Wildfires: The changing face of the Mediterranean landscape
Heatwaves across southern Europe have brought devastating wildfires to the region. How is the Mediterranean's vegetation likely to recover and adapt as climate change increases the risk of these blazes?
The contrast is stark – where vast swathes of land were once rich with life, they are blackened and smouldering ruins, decimated by fire. In just 12 days, 135,000 hectares (521sq miles) of land were left burnt in southern Europe after fires broke out in mid-July. Italy and Greece were worst hit, including the islands of Rhodes, Corfu and Sicily.

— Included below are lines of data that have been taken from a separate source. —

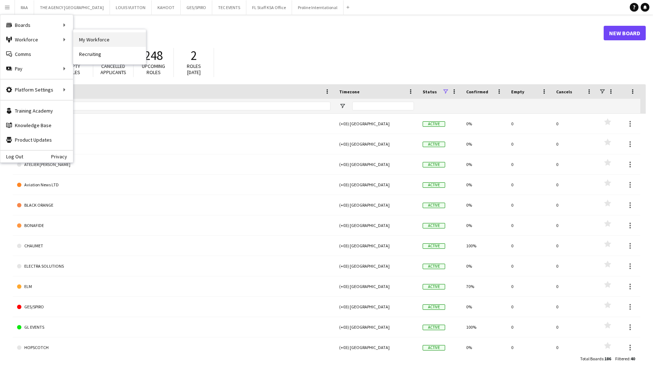 This screenshot has width=653, height=377. Describe the element at coordinates (154, 56) in the screenshot. I see `span: 248` at that location.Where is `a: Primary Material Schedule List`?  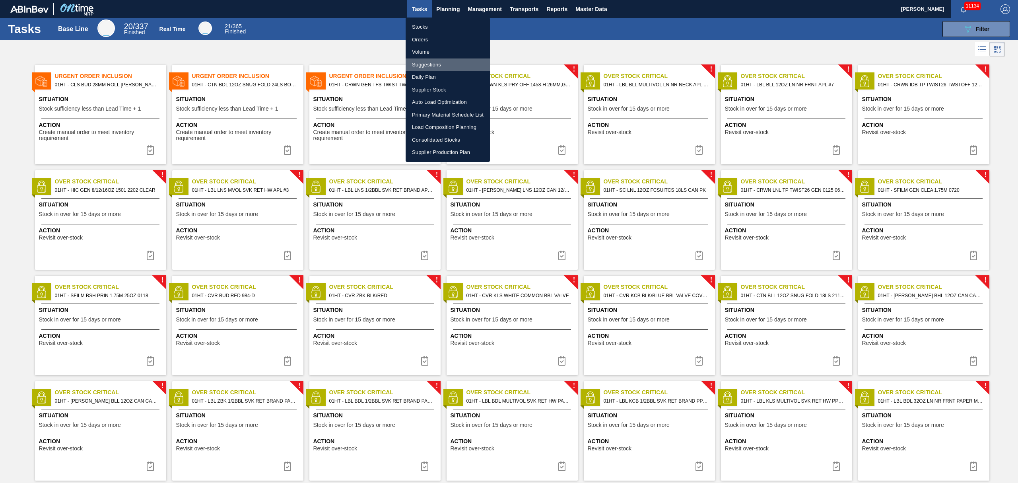
a: Primary Material Schedule List is located at coordinates (448, 115).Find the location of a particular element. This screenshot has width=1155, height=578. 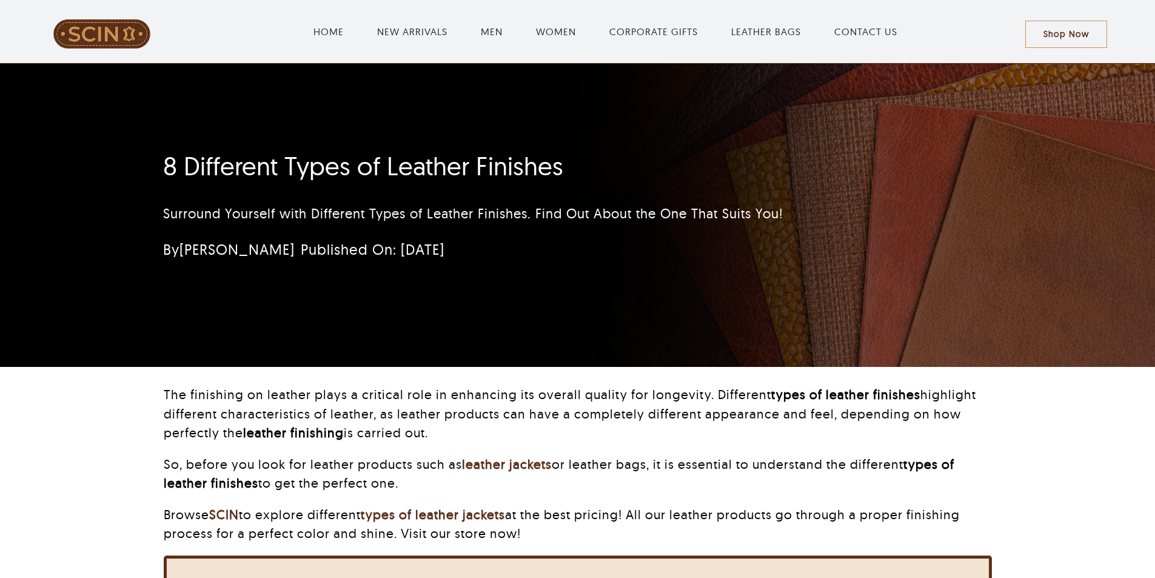

nav: Main Menu is located at coordinates (606, 32).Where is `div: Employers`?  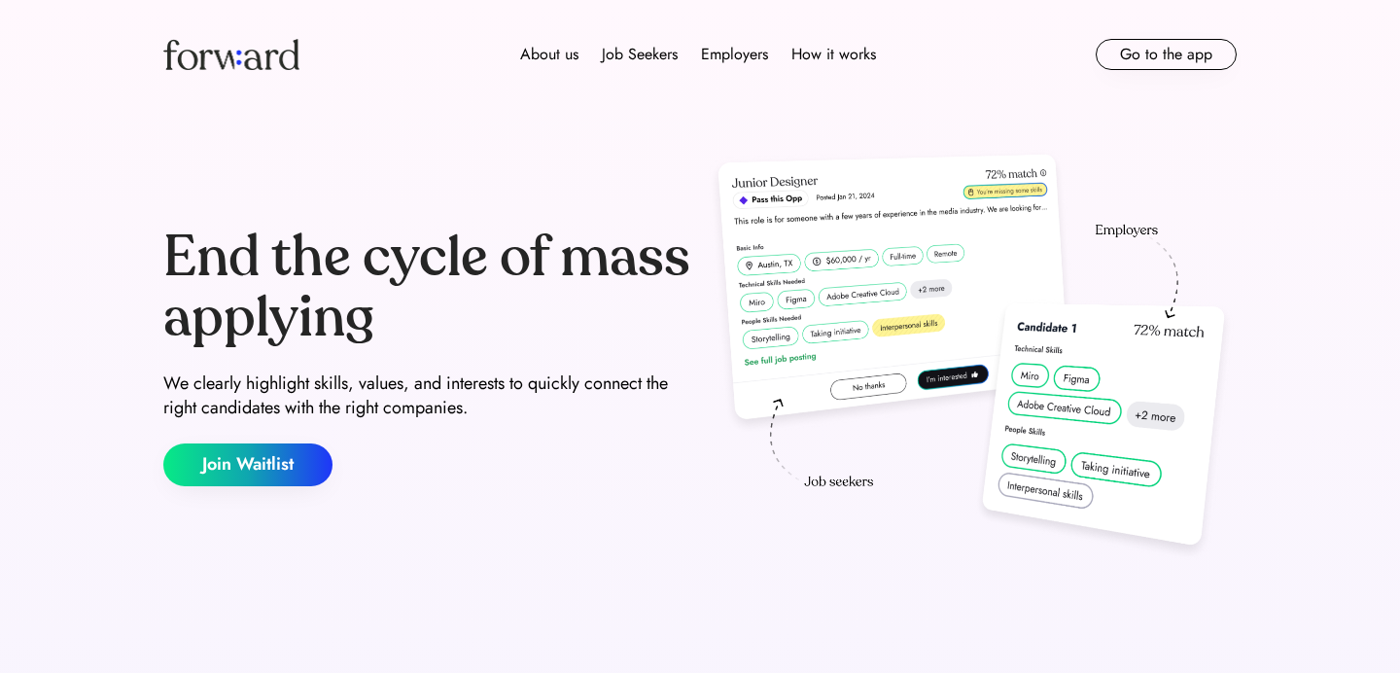
div: Employers is located at coordinates (734, 54).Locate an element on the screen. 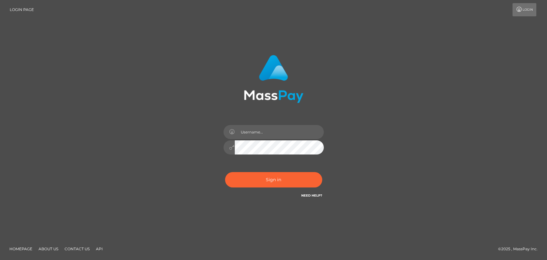  a: API is located at coordinates (99, 248).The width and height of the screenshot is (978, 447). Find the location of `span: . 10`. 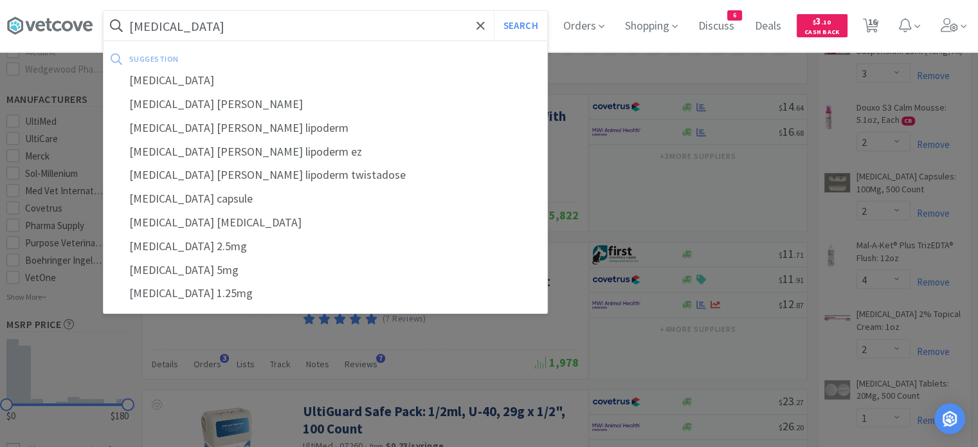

Wildfires, supercharged by strong winds and a heatwave with temperatures exceeding 40C (104F), have left the land scorched, at least 40 people dead and thousands more forced to flee. On the opposite side of the Mediterranean huge wildfires in Algeria and Tunisia have claimed dozens of lives and led to widespread evacuations.
While the homes and lives devastated by the flames will take time to recover, there are also questions about how the habitats left scorched in their wake will be restored, especially with the growing threat of more wildfires each year due to climate change.
Wildfires have always been part of the life-cycle of Mediterranean ecosystems, but faced with ever-larger, more intense fires, can they keep rising from the ashes? Or are we witnessing a permanent change in the Mediterranean landscape?
"Mediterranean ecosystems are designed to burn," says Jenny Williams, a senior spatial analyst at the Royal Botanic Gardens in Kew, London, UK. Williams uses remote sensing – such drone or satellite imagery – to map changes in vegetation following forest fires. Wildfires, she says, are an important and natural occurrence. In fact, without fires, some species would cease to exist.
"[Many species have] hard casing on the seeds that don't release until fire ignites. Then, after a fire, you get this massive explosion of seedlings," she says.